When I look back at the times I’ve felt alienated in communities, my Mars has been there like a berserker looming over my shoulder. I am not an aggressive person. When threatened, my first instinct is to fawn, not attack. Yet, I’ve always felt like people can sense my Mars like the smell of something feral.
“I feel like I was raised by wolves and am still learning to be civilized, don’t you?” one of my professors once asked me.
When I was a teenager, I was a punk on the outside. It was my way of exercising self-defense. Like a hedgehog, I wore spikes on my skin. Kicking a hedgehog is its own punishment. I hoped that my spikiness would send the same message. Then I went to college with the plan to disappear in the crowded anonymity of Boston. I shed my punk aesthetic for a peacoat and a knitted slouch hat. I wore them like an invisibility cloak. If I had the language of astrology then, I would have thought: There is no reason for my Mars to be here. Maybe now it will shrivel up and fall off.
I suspect Chiron feels similarly about his horsey backside. In myth, Chiron is the token centaur in a community that sees centaurs as brutish barbarians. He achieves an honored place in his community by playing by the rules, continually demonstrating that he is “different than all those other animals.” He is the civilized centaur, so educated and refined he is trusted with the mentoring of heroes. In the process, he rejects the animal part of his nature that is rejected by his community.
Embracing Chiron is necessary healing.
In one of the versions of the myth of Chiron, he does an odd thing. When he is wounded and discovers it is a wound he can’t heal, he takes the place of Prometheus, the rebel being punished for stealing fire from the gods. Seeing Chiron taking punishment he doesn’t deserve, Zeus frees him and puts him in the starry sky.

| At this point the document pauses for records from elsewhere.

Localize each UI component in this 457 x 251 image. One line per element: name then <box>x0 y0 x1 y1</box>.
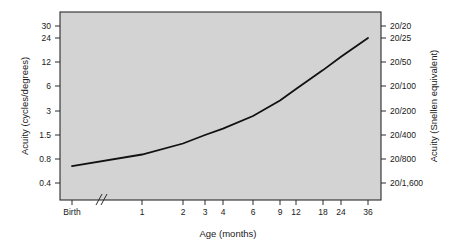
left-tick-label-12: 12 <box>42 57 52 67</box>
right-tick-label-20-1600: 20/1,600 <box>390 178 423 188</box>
x-tick-label-birth: Birth <box>63 207 81 217</box>
x-tick-label-4: 4 <box>221 207 226 217</box>
right-axis-tick-labels: 20/20 20/25 20/50 20/100 20/200 20/400 2… <box>390 21 423 188</box>
left-tick-label-6: 6 <box>46 81 51 91</box>
left-tick-label-30: 30 <box>42 21 52 31</box>
x-tick-label-12: 12 <box>291 207 301 217</box>
chart-svg: 30 24 12 6 3 1.5 0.8 0.4 Acuity (cycles/… <box>0 0 457 251</box>
left-axis-ticks <box>55 26 60 183</box>
x-tick-label-2: 2 <box>181 207 186 217</box>
x-tick-label-36: 36 <box>363 207 373 217</box>
left-tick-label-1-5: 1.5 <box>39 130 51 140</box>
bottom-axis-title: Age (months) <box>199 228 256 239</box>
acuity-development-chart: 30 24 12 6 3 1.5 0.8 0.4 Acuity (cycles/… <box>0 0 457 251</box>
x-tick-label-6: 6 <box>251 207 256 217</box>
x-tick-label-3: 3 <box>203 207 208 217</box>
left-axis-tick-labels: 30 24 12 6 3 1.5 0.8 0.4 <box>39 21 51 188</box>
left-axis-title: Acuity (cycles/degrees) <box>19 57 30 155</box>
right-axis-ticks <box>381 26 386 183</box>
bottom-axis-ticks <box>72 200 368 205</box>
right-tick-label-20-50: 20/50 <box>390 57 412 67</box>
right-tick-label-20-800: 20/800 <box>390 154 416 164</box>
left-tick-label-0-8: 0.8 <box>39 154 51 164</box>
right-tick-label-20-20: 20/20 <box>390 21 412 31</box>
right-tick-label-20-25: 20/25 <box>390 33 412 43</box>
right-tick-label-20-400: 20/400 <box>390 130 416 140</box>
right-tick-label-20-200: 20/200 <box>390 106 416 116</box>
left-tick-label-0-4: 0.4 <box>39 178 51 188</box>
left-tick-label-24: 24 <box>42 33 52 43</box>
x-tick-label-9: 9 <box>278 207 283 217</box>
right-axis-title: Acuity (Snellen equivalent) <box>428 50 439 162</box>
right-tick-label-20-100: 20/100 <box>390 81 416 91</box>
plot-area-background <box>60 12 381 200</box>
x-tick-label-24: 24 <box>336 207 346 217</box>
bottom-axis-tick-labels: Birth 1 2 3 4 6 9 12 18 24 36 <box>63 207 373 217</box>
left-tick-label-3: 3 <box>46 106 51 116</box>
x-tick-label-18: 18 <box>318 207 328 217</box>
x-tick-label-1: 1 <box>140 207 145 217</box>
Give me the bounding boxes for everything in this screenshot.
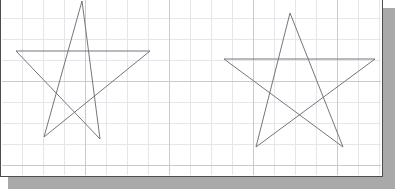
star-shape-right[interactable] [224, 13, 375, 147]
grid-minor-lines [2, 0, 381, 175]
drawing-canvas[interactable] [2, 0, 381, 175]
grid-major-lines [2, 0, 381, 175]
vector-drawing-layer [2, 0, 381, 175]
star-shape-left[interactable] [16, 1, 150, 139]
canvas-frame [0, 0, 383, 177]
drawing-application-window [0, 0, 395, 189]
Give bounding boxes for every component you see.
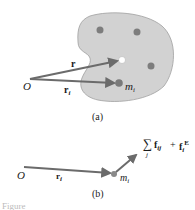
rigid-body-diagram <box>0 0 195 210</box>
mass-label-b: mi <box>120 173 129 185</box>
plus-sign: + <box>170 140 176 150</box>
caption-a: (a) <box>92 111 103 122</box>
mass-i-dot <box>115 79 123 87</box>
origin-label-a: O <box>23 81 31 92</box>
vector-ri-label-b: ri <box>56 172 62 183</box>
external-force-label: fiE <box>179 140 189 154</box>
origin-label-b: O <box>17 170 25 181</box>
vector-ri-label: ri <box>64 85 70 97</box>
sum-symbol: ∑ <box>143 137 152 150</box>
mass-label-a: mi <box>125 81 135 94</box>
sum-index: j <box>146 152 148 159</box>
particle-dot <box>134 29 141 36</box>
particle-dot <box>148 63 155 70</box>
caption-b: (b) <box>92 188 104 199</box>
force-arrow <box>116 155 136 172</box>
center-of-mass-dot <box>119 57 126 64</box>
vector-ri-arrow-b <box>24 167 110 173</box>
figure-caption-fragment: Figure <box>2 201 26 210</box>
particle-dot <box>97 27 104 34</box>
vector-r-label: r <box>71 59 75 69</box>
internal-force-label: fij <box>154 140 161 152</box>
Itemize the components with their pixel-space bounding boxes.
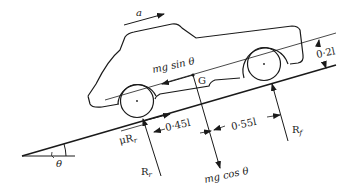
dim-045-label: 0·45l bbox=[164, 117, 191, 133]
free-body-diagram: a G mg sin θ mg cos θ Rr μRr Rf 0·45l 0·… bbox=[0, 0, 356, 188]
dim-055-arrow-left bbox=[214, 126, 225, 130]
mg-sin-theta-arrow bbox=[162, 75, 193, 84]
center-of-gravity-label: G bbox=[198, 75, 206, 86]
dim-055-label: 0·55l bbox=[230, 116, 257, 132]
front-wheel-hub bbox=[263, 63, 265, 65]
friction-arrow bbox=[143, 114, 170, 121]
mg-cos-theta-label: mg cos θ bbox=[203, 165, 249, 185]
angle-arc bbox=[64, 144, 66, 156]
front-wheel-arch bbox=[243, 48, 288, 78]
friction-label: μRr bbox=[118, 131, 138, 147]
rear-wheel-hub bbox=[136, 100, 138, 102]
dim-02-arrow-top bbox=[318, 40, 319, 47]
front-reaction-arrow bbox=[272, 84, 288, 141]
front-reaction-label: Rf bbox=[292, 124, 304, 137]
mg-sin-theta-label: mg sin θ bbox=[151, 55, 195, 75]
rear-reaction-label: Rr bbox=[141, 166, 153, 179]
dim-055-arrow-right bbox=[267, 115, 280, 117]
angle-label: θ bbox=[56, 158, 62, 169]
acceleration-arrow bbox=[124, 14, 164, 25]
dim-02-arrow-bottom bbox=[324, 62, 326, 68]
angle-leader bbox=[51, 152, 54, 158]
mg-cos-theta-arrow bbox=[193, 75, 220, 168]
dim-045-arrow-left bbox=[154, 129, 165, 132]
dim-02-label: 0·2l bbox=[315, 45, 336, 60]
acceleration-label: a bbox=[136, 7, 142, 18]
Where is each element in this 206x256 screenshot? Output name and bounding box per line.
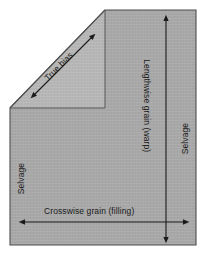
crosswise-grain-label: Crosswise grain (filling) bbox=[44, 207, 134, 216]
diagram-canvas bbox=[0, 0, 206, 256]
fabric-grain-diagram: True bias Lengthwise grain (warp) Selvag… bbox=[0, 0, 206, 256]
selvage-right-label: Selvage bbox=[181, 123, 190, 154]
lengthwise-grain-label: Lengthwise grain (warp) bbox=[143, 59, 152, 152]
selvage-left-label: Selvage bbox=[17, 163, 26, 194]
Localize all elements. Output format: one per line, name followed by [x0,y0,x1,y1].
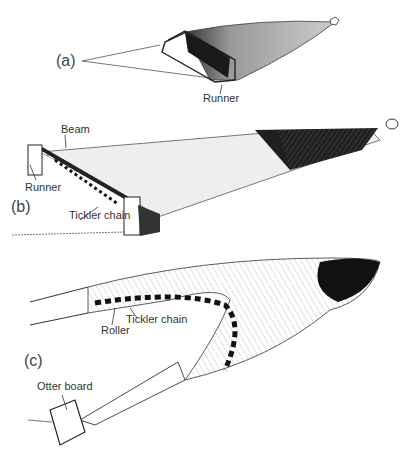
roller-label: Roller [101,324,130,336]
panel-c-otter-trawl [28,258,380,445]
runner-label-b: Runner [25,181,61,193]
otter-board-label: Otter board [37,380,93,392]
panel-a-sledge-trawl [82,17,339,94]
beam-label: Beam [61,123,90,135]
tickler-chain-label-b: Tickler chain [69,209,130,221]
runner-label-a: Runner [203,92,239,104]
panel-a-label: (a) [56,52,76,70]
panel-c-label: (c) [24,352,43,370]
panel-b-label: (b) [11,198,31,216]
tickler-chain-label-c: Tickler chain [126,313,187,325]
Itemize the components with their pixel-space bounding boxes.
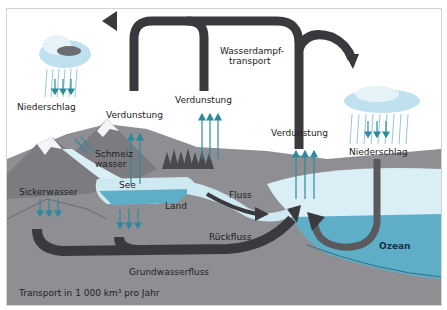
label-precipitation-left: Niederschlag (17, 102, 76, 112)
label-evaporation-lake: Verdunstung (106, 110, 163, 120)
label-river: Fluss (229, 190, 252, 200)
vapor-arrowhead-right (345, 54, 359, 69)
label-evaporation-forest: Verdunstung (175, 95, 232, 105)
label-groundwater-flow: Grundwasserfluss (129, 267, 209, 277)
footnote: Transport in 1 000 km³ pro Jahr (19, 288, 159, 298)
cloud-right (344, 86, 420, 113)
label-ocean: Ozean (379, 241, 410, 251)
label-lake: See (119, 180, 136, 190)
label-runoff: Rückfluss (209, 232, 251, 242)
label-vapor-transport-1: Wasserdampf- (220, 46, 284, 56)
label-meltwater-2: wasser (95, 159, 127, 169)
label-seepage: Sickerwasser (19, 187, 78, 197)
water-cycle-diagram: Niederschlag Verdunstung Verdunstung Ver… (6, 8, 442, 306)
label-precipitation-right: Niederschlag (349, 147, 408, 157)
cloud-left (39, 35, 91, 68)
label-evaporation-ocean: Verdunstung (271, 128, 328, 138)
label-meltwater-1: Schmeiz (95, 149, 133, 159)
label-land: Land (165, 201, 187, 211)
rain-right (350, 114, 408, 144)
vapor-arrowhead-left (102, 11, 117, 31)
label-vapor-transport-2: transport (229, 56, 271, 66)
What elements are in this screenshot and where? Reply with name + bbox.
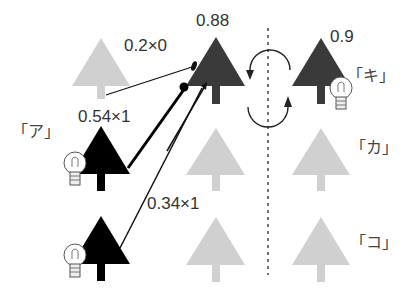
output-value-right-top: 0.9	[330, 28, 354, 45]
excitatory-synapse-dot	[180, 83, 189, 92]
label-right-middle: 「カ」	[350, 140, 398, 156]
cycle-arrows	[246, 50, 292, 127]
tree-output-middle-top	[186, 37, 245, 104]
connection-line-middle-thick	[128, 88, 185, 168]
tree-inactive-middle-middle	[186, 128, 245, 191]
output-value-left-top: 0.88	[196, 12, 229, 29]
connection-line-secondary	[167, 86, 205, 151]
tree-inactive-right-bottom	[292, 217, 350, 282]
label-right-bottom: 「コ」	[350, 235, 398, 251]
tree-inactive-middle-bottom	[186, 217, 245, 282]
label-right-top: 「キ」	[347, 68, 395, 84]
lightbulb-icon-left-bottom	[64, 244, 86, 277]
tree-inactive-right-middle	[292, 128, 350, 191]
weight-label-top: 0.2×0	[124, 37, 167, 54]
weight-label-bottom: 0.34×1	[147, 195, 199, 212]
weight-label-middle: 0.54×1	[78, 108, 130, 125]
lightbulb-icon-left-middle	[64, 152, 86, 185]
label-left-middle: 「ア」	[12, 124, 60, 140]
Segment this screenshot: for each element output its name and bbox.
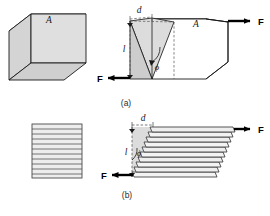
sheared-layer — [136, 162, 221, 167]
figure-root: A — [0, 0, 270, 216]
area-label-a-deformed: A — [192, 19, 199, 29]
shear-angle-label-phi-b: ϕ — [137, 148, 142, 158]
shear-angle-label-phi-a: ϕ — [155, 62, 160, 72]
sheared-layer — [132, 172, 217, 177]
shear-deformation-figure: A — [0, 0, 270, 216]
sheared-layer — [134, 167, 219, 172]
height-label-l-a: l — [123, 44, 126, 54]
force-label-bottom-a: F — [97, 73, 103, 84]
force-label-top-b: F — [258, 124, 264, 135]
force-label-bottom-b: F — [101, 170, 107, 181]
area-label-a-undeformed: A — [45, 15, 52, 25]
sheared-layer — [140, 152, 225, 157]
layer-stack-outline — [32, 124, 82, 178]
displacement-label-d-a: d — [137, 5, 142, 15]
sheared-layer — [144, 142, 229, 147]
caption-panel-a: (a) — [121, 98, 132, 108]
sheared-layer — [150, 127, 235, 132]
sheared-layer — [138, 157, 223, 162]
sheared-layer — [148, 132, 233, 137]
force-label-top-a: F — [258, 16, 264, 27]
sheared-layer — [146, 137, 231, 142]
caption-panel-b: (b) — [122, 190, 133, 200]
displacement-label-d-b: d — [141, 113, 146, 123]
panel-b-undeformed-stack — [32, 124, 82, 178]
height-label-l-b: l — [125, 147, 128, 157]
panel-a-undeformed-cube: A — [9, 14, 86, 80]
sheared-layer — [142, 147, 227, 152]
cube-front-face — [31, 14, 86, 63]
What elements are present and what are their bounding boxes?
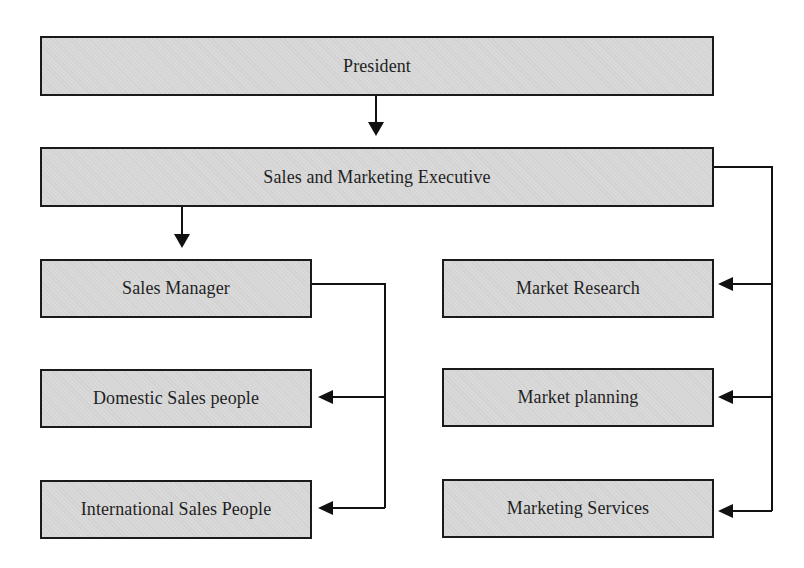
node-label: Market Research xyxy=(516,278,640,299)
node-label: President xyxy=(343,56,411,77)
node-president: President xyxy=(40,36,714,96)
node-label: Domestic Sales people xyxy=(93,388,259,409)
arrow-to-market-research xyxy=(718,277,733,291)
node-international-sales-people: International Sales People xyxy=(40,480,312,539)
arrow-president-to-executive xyxy=(368,95,384,136)
node-label: Sales Manager xyxy=(122,278,230,299)
node-domestic-sales-people: Domestic Sales people xyxy=(40,369,312,428)
node-sales-marketing-executive: Sales and Marketing Executive xyxy=(40,147,714,207)
arrow-to-marketing-services xyxy=(718,504,733,518)
arrow-executive-to-sales-manager xyxy=(174,207,190,248)
node-label: Sales and Marketing Executive xyxy=(263,167,490,188)
node-sales-manager: Sales Manager xyxy=(40,259,312,318)
node-label: International Sales People xyxy=(81,499,272,520)
node-label: Marketing Services xyxy=(507,498,649,519)
node-marketing-services: Marketing Services xyxy=(442,479,714,538)
node-market-planning: Market planning xyxy=(442,368,714,427)
sales-manager-bus-line xyxy=(311,284,385,515)
arrow-to-international-sales xyxy=(318,501,333,515)
node-market-research: Market Research xyxy=(442,259,714,318)
arrow-to-domestic-sales xyxy=(318,390,333,404)
executive-bus-line xyxy=(713,167,772,518)
arrow-to-market-planning xyxy=(718,390,733,404)
node-label: Market planning xyxy=(518,387,639,408)
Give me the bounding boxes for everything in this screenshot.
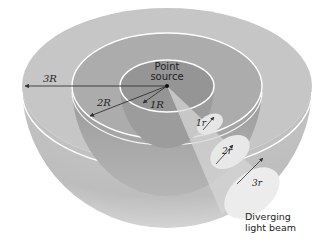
beam-caption-line2: light beam	[245, 222, 296, 233]
label-source: source	[150, 71, 183, 82]
label-2R: 2R	[96, 97, 111, 108]
label-3r: 3r	[252, 178, 263, 188]
point-source-dot	[165, 84, 169, 88]
inverse-square-diagram: Point source 3R 2R 1R 1r 2r 3r Diverging…	[0, 0, 321, 246]
label-1r: 1r	[196, 118, 207, 128]
label-2r: 2r	[221, 146, 233, 156]
label-3R: 3R	[43, 73, 57, 84]
label-1R: 1R	[150, 99, 164, 110]
beam-caption-line1: Diverging	[245, 211, 291, 222]
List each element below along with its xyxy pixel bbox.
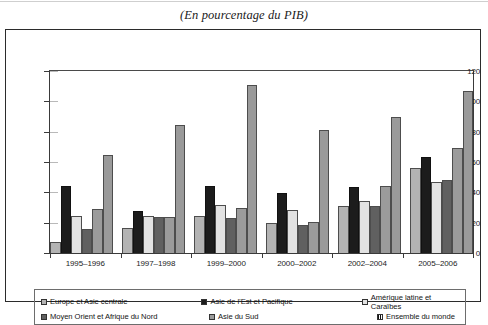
x-axis-labels: 1995–19961997–19981999–20002000–20022002… [50,259,473,268]
x-axis-label: 1999–2000 [191,259,262,268]
legend-label-europe: Europe et Asie centrale [50,297,127,306]
bar [71,216,82,253]
y-tick-mark [44,253,49,254]
bar [421,157,432,253]
legend-swatch-south-asia-icon [209,314,215,320]
bar [319,130,330,253]
x-axis-label: 2005–2006 [403,259,474,268]
bar [103,155,114,253]
bar [61,186,72,253]
bar [359,201,370,253]
legend-item-asie-de-lest-et-pacifique: Asie de l’Est et Pacifique [201,297,361,306]
legend-item-moyen-orient-et-afrique-du-nord: Moyen Orient et Afrique du Nord [41,312,209,321]
legend-row-2: Moyen Orient et Afrique du Nord Asie du … [41,309,459,324]
x-tick-mark [50,254,51,258]
bar [133,211,144,253]
bar [175,125,186,253]
bar-group [122,71,185,253]
x-axis-label: 2000–2002 [262,259,333,268]
bar-group [50,71,113,253]
x-tick-mark [121,254,122,258]
x-tick-mark [403,254,404,258]
bar-group [194,71,257,253]
legend-label-world: Ensemble du monde [386,312,455,321]
bar [277,193,288,253]
chart-subtitle: (En pourcentage du PIB) [0,8,488,23]
bar [226,218,237,253]
bar [298,225,309,253]
y-tick-mark [44,162,49,163]
x-tick-mark [332,254,333,258]
x-tick-mark [191,254,192,258]
legend-swatch-latin-america-icon [362,299,368,305]
bar [391,117,402,254]
bar-group [266,71,329,253]
legend-swatch-world-icon [377,314,383,320]
y-tick-mark [44,71,49,72]
x-tick-mark [473,254,474,258]
chart-frame: 020406080100120 1995–19961997–19981999–2… [5,29,481,302]
bar [122,228,133,253]
legend-item-ensemble-du-monde: Ensemble du monde [377,312,455,321]
bar [92,209,103,253]
bar [247,85,258,253]
bar [410,168,421,253]
x-axis-label: 2002–2004 [332,259,403,268]
y-tick-mark [44,132,49,133]
bar [50,242,61,253]
bar [452,148,463,253]
y-tick-mark [44,192,49,193]
bar [349,187,360,253]
legend-row-1: Europe et Asie centrale Asie de l’Est et… [41,294,459,309]
legend-swatch-mena-icon [41,314,47,320]
legend-item-asie-du-sud: Asie du Sud [209,312,377,321]
bar [287,210,298,253]
bar [143,216,154,253]
legend-swatch-east-asia-icon [201,299,207,305]
bar [266,223,277,253]
y-tick-mark [44,223,49,224]
bar [308,222,319,253]
bar-group [338,71,401,253]
bar [370,206,381,253]
bar [338,206,349,253]
bar [194,216,205,253]
x-axis-label: 1997–1998 [121,259,192,268]
chart-legend: Europe et Asie centrale Asie de l’Est et… [34,289,466,325]
bar [164,217,175,253]
bar-series-layer [50,71,473,253]
bar [380,186,391,253]
x-axis-label: 1995–1996 [50,259,121,268]
bar [431,182,442,253]
legend-swatch-europe-icon [41,299,47,305]
bar [154,217,165,253]
bar [463,91,474,253]
bar [215,205,226,253]
page-top-rule [0,1,488,2]
legend-label-south-asia: Asie du Sud [218,312,258,321]
legend-label-east-asia: Asie de l’Est et Pacifique [210,297,292,306]
bar [205,186,216,253]
legend-item-europe-et-asie-centrale: Europe et Asie centrale [41,297,201,306]
legend-item-amerique-latine-et-caraibes: Amérique latine et Caraïbes [362,293,459,311]
legend-label-mena: Moyen Orient et Afrique du Nord [50,312,157,321]
x-tick-mark [262,254,263,258]
y-tick-mark [44,101,49,102]
bar-group [410,71,473,253]
legend-label-latin-america: Amérique latine et Caraïbes [371,293,459,311]
bar [442,180,453,253]
bar [236,208,247,254]
bar [82,229,93,253]
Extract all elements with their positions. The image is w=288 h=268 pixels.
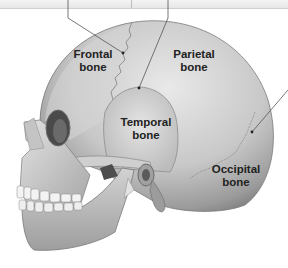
label-frontal-bone: Frontal bone xyxy=(66,48,120,74)
label-temporal-bone: Temporal bone xyxy=(114,116,178,142)
label-parietal-bone: Parietal bone xyxy=(166,48,222,74)
skull-diagram: Frontal bone Parietal bone Temporal bone… xyxy=(0,0,288,268)
label-occipital-bone: Occipital bone xyxy=(206,163,266,189)
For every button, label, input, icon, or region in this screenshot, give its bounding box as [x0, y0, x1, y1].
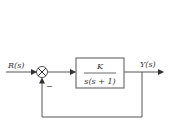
block-denominator: s(s + 1) — [84, 77, 115, 86]
output-label: Y(s) — [140, 60, 156, 69]
feedback-minus-sign: − — [46, 82, 53, 91]
input-label: R(s) — [7, 61, 24, 70]
summing-junction — [37, 67, 48, 78]
block-diagram: R(s) − K s(s + 1) Y(s) — [0, 0, 172, 130]
block-numerator: K — [96, 62, 104, 71]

In other versions of his story, Chiron isn’t wounded at all. He is rounded up with all the other centaurs and killed in a centaur genocide. His willingness to conform doesn’t save him. Neither does his supposed immortality. When his community decides it is no longer willing to tolerate centaurs, no one cares that he’s the civilized one. He is killed, anyway.
I like to think that these two versions of the myth represent different paths he could have taken. Different paths we all could take when presented with the option to wound ourselves in the quest to fit in. And the consequences of betraying an aspect of our nature.
It is only when Chiron is willing to identify with the rebel Prometheus, and embrace the rejected parts of himself, that he is able to take his place among the stars.
The alternative isn’t silent misery. It’s the death of his soul.
Let’s heal your Chiron.
Just like Chiron’s wound is only part of his story, the rejection you feel around your Chiron is only part of yours.
Let’s talk about the story of your Chiron beyond the wound.